The fight finished, Syline’s knees began to shake. Adrenaline that had kept her mind going a mile a minute, until now, ebbed away. The feeling of Ioann’s power slowly began to fade from her, flames cooling in her breast as the world finally began to slow down. Her axe trailing embers, her robes ruined, and only her trusted satchel protecting the all-important spell-book, she ran to the sorcerer only to find him still on the ground. A smile was on his lips, the colour back in his cheeks. Syline allowed herself a sigh of relief as she saw his chest rise and fall. He was okay.
‘I knew you could do it,’ she heard Thelonious say behind her.
She turned to see him and Amberly, the hellblooded struggling to push himself up onto his elbow. Both looked a few paces from death’s door. She couldn’t think of what to say. Really, it hadn’t even sunk in that they’d won, just yet. She just gave the pair of them a dazed smile before jogging to help her sister up.
‘Let’s give her a little space,’ Amberly said, trying to stand. ‘She’s probably still in shock.’
With a groan, Thelonious pushed himself up to his feet and brought her up with him, holding her against his side to support her.
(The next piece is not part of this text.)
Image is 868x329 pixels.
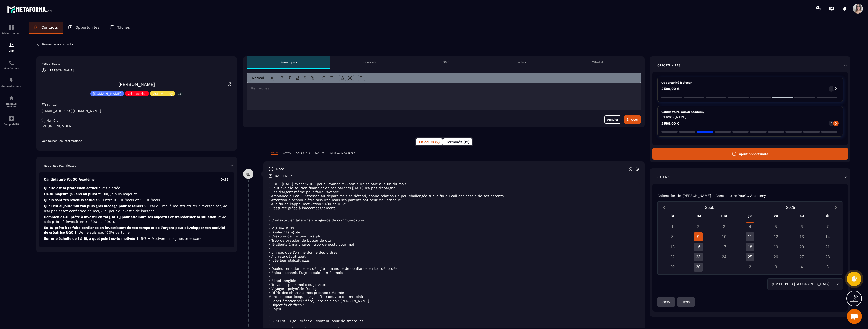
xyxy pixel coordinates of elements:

Inwardly, she was glad for it. She doubted she’d have stayed on her feet without it, at that moment.
‘Soel took you back?’ he asked.
Amberly laughed and shook her head.
‘Soel is done with me and I want nothing to do with him. This was all thanks to the god Jane has held captive… Her name’s Rion. She’d been calling to me all this time. I can… I can stand.’
Thelonious let her stand on her own but kept a hand on her shoulder to steady her as she recovered herself. ‘Let’s… Come on, let’s go find her. Get her out of here and to… wherever she belongs.’
‘Will you two be alright?’ Syline asked, having returned with Kat behind her.